Quotes about Mysticism
Increasingly our world is short on thinking and long on experience. Mix this with inner turmoil and a desperate need for answers from some higher source, along with the infiltration of eastern religions, and you can easily see why the mystical aspects of our culture are so predominant. Our generation would certainly far rather load all of their information in a computer and forget the agony on thinking, especially thinking biblically.
Led by the Spirit, Joshua Press, 1999, p. 34-35, http://www.solascriptura.ca/shop/store.php?crn=215.
A mystical experience is primarily an emotive event, rather than a cognitive one… Its predominant qualities have more to do with emotional intensity, or “feeling tone,” than with facts evaluated and understood rationally. Although this is true, it alone is a woefully inadequate way of describing the mystical experience. The force of the experience is often so overwhelming that the person having it finds his entire life changed by it. Mere emotions cannot effect such transformations.
The mystic rarely questions the goodness and value of his experience. Consequently, if he describes it as giving him information, he rarely questions the truth of his newly gained “knowledge.” It is this claim that mystical experiences are “ways of knowing” truth that is vital to understanding many religious movements we see today.
Mysticism is the belief that spiritual reality is perceived apart from the human intellect and natural senses. It looks for truth internally, weighing feelings, intuition, and other internal sensations more heavily than objective, observable, external data. Mysticism ultimately derives its authority from a self-actualized, self-authenticated light rising from within. Its source of truth is spontaneous feeling rather than objective fact. The most extreme and complex forms of mysticism are found in Hinduism and its western reflection, New Age philosophy.
Resurrecting and Old Heresy from Our Sufficiency in Christ, 1991, Crossway Books, a division of Good News Publishers, Wheaton Illinois 60187, www.crosswaybooks.org. p. 32. Get this book!
Modern mysticism embraces a concept of faith that in effect rejects reality and rationality altogether. Waging war on reason and truth, it is thus in direct conflict with Christ and Scripture. It has taken hold rapidly because it promises what so many people are seeking: something more, something better, something richer, something easier – something fast and easy to substitute for a life of careful, disciplined obedience to the Word of Christ. And because so many lack certainty that their sufficiency is in Christ, mysticism has caught many Christians unaware. It has thus swept much of the church into a dangerous netherworld of confusion and false teaching.
The Quest for Something More from Our Sufficiency in Christ, 1991, Crossway Books, a division of Good News Publishers, Wheaton Illinois 60187, www.crosswaybooks.org. p. 182. Get this book!
Mysticism is a system of belief that attempts to perceive spiritual reality apart from objective, verifiable facts. It seeks truth through feelings, intuition, and other internal senses. Objective data is usually discounted, so mysticism derives its authority from within. Spontaneous feeling becomes more significant than objective fact. Intuition outweighs reason. An internal awareness supersedes external reality.
Mysticism is the idea that direct knowledge of God or ultimate reality is achieved through personal, subjective intuition or experience apart from, or even contrary to historical fact or objective divine revelation.
The Quest for Something More from Our Sufficiency in Christ, 1991, Crossway Books, a division of Good News Publishers, Wheaton Illinois 60187, www.crosswaybooks.org. p. 181.
When we speak of spiritual union or mystical union with Christ, we must be careful not to fall into heretical forms of mysticism. In Eastern forms of mysticism the religious goal is a kind of unity (unio) with the deity by which the individual is so absorbed by the ‘ultimate one’ that personal identity is obliterated. In Christian mystical union, the self is not lost or erased by being merged with some oversoul or universal essence.
The Purpose of God, An Exposition of Ephesians, Christian Focus Publications, 1994, p. 90.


• [Task to carry out]
Print the records below exactly, from the line containing "detect 'chair' in this image." down to the line containing "What region is 'human face' in?", both lines included, and omit every picture.

• [Input for this task]
****************************************

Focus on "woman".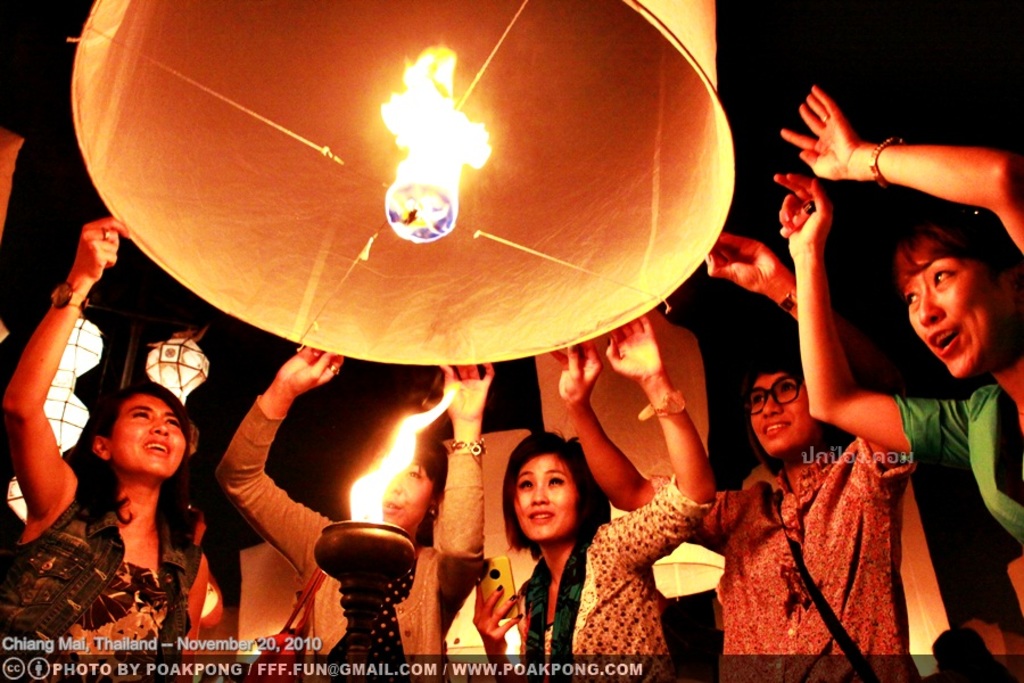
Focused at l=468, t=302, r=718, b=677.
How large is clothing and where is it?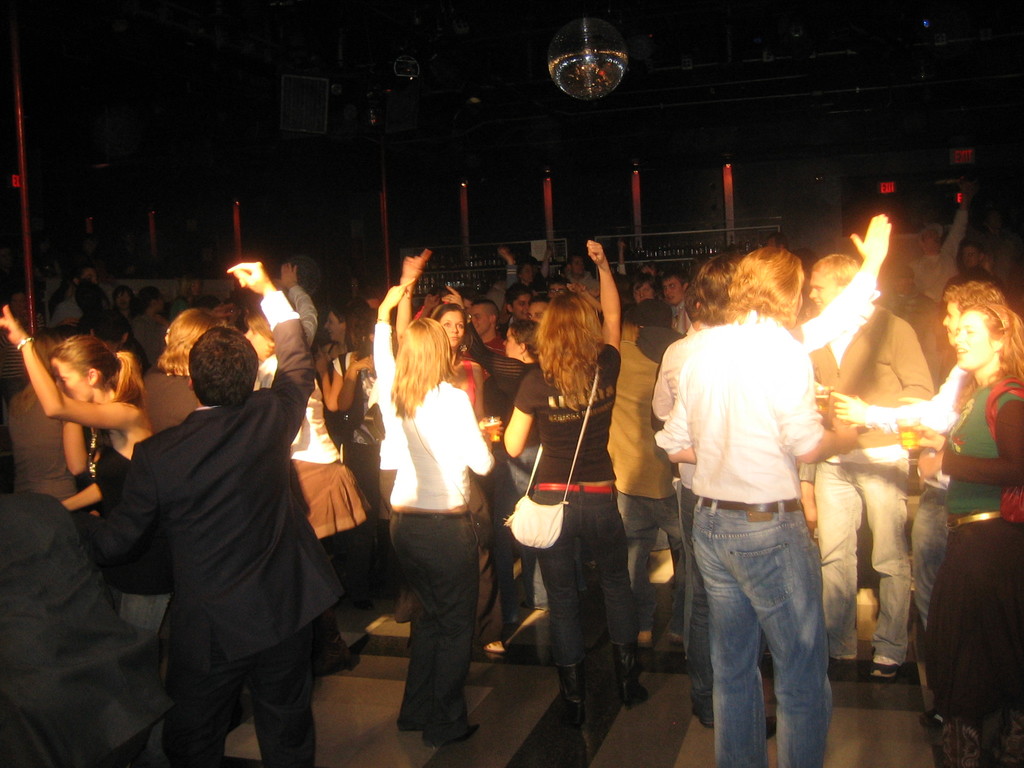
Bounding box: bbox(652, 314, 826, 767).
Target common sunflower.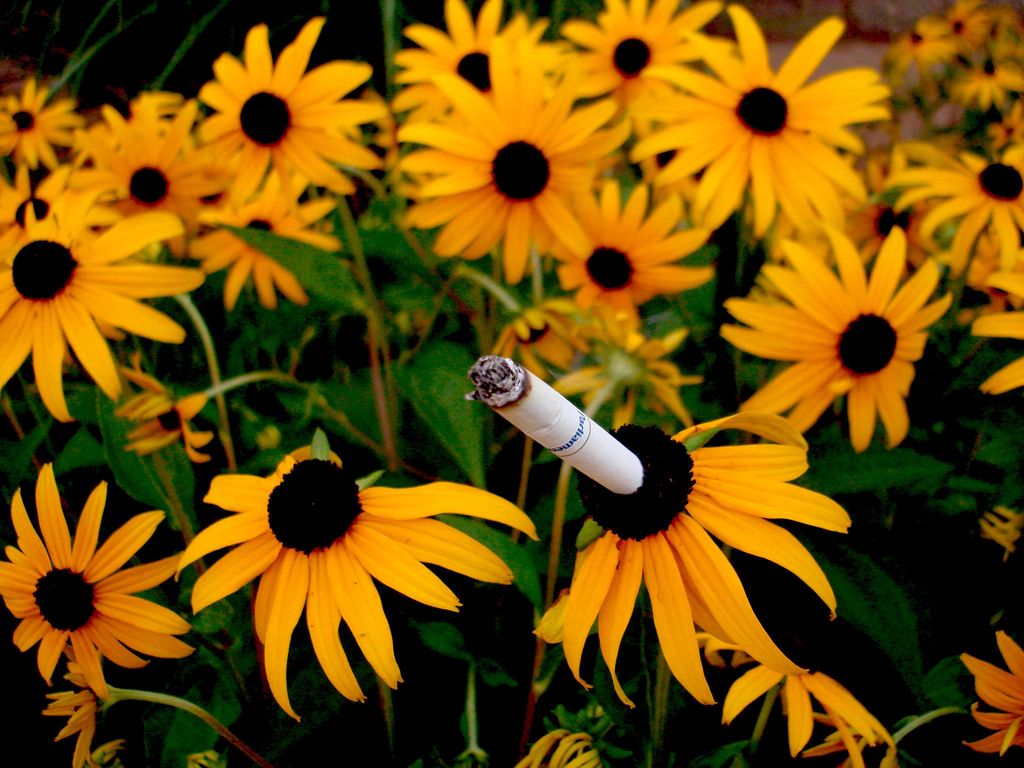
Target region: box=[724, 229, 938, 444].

****************************************

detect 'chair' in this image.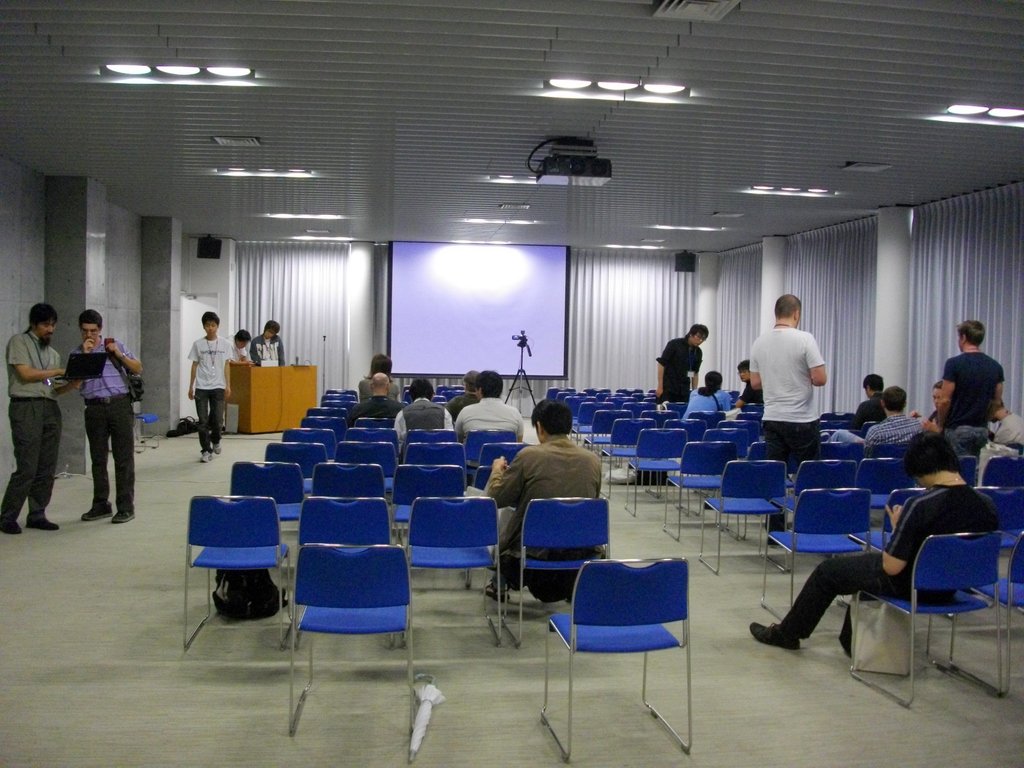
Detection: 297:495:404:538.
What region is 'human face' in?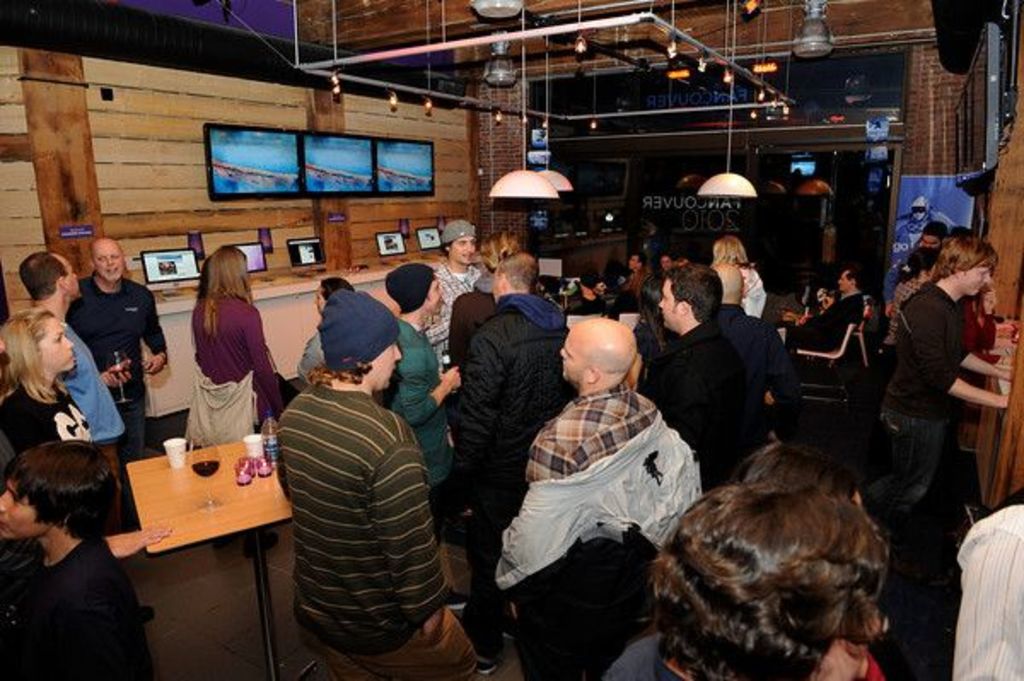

****************************************

• [Reply]
detect 'chair' in this image.
Detection: 297:495:404:538.
What region is 'human face' in?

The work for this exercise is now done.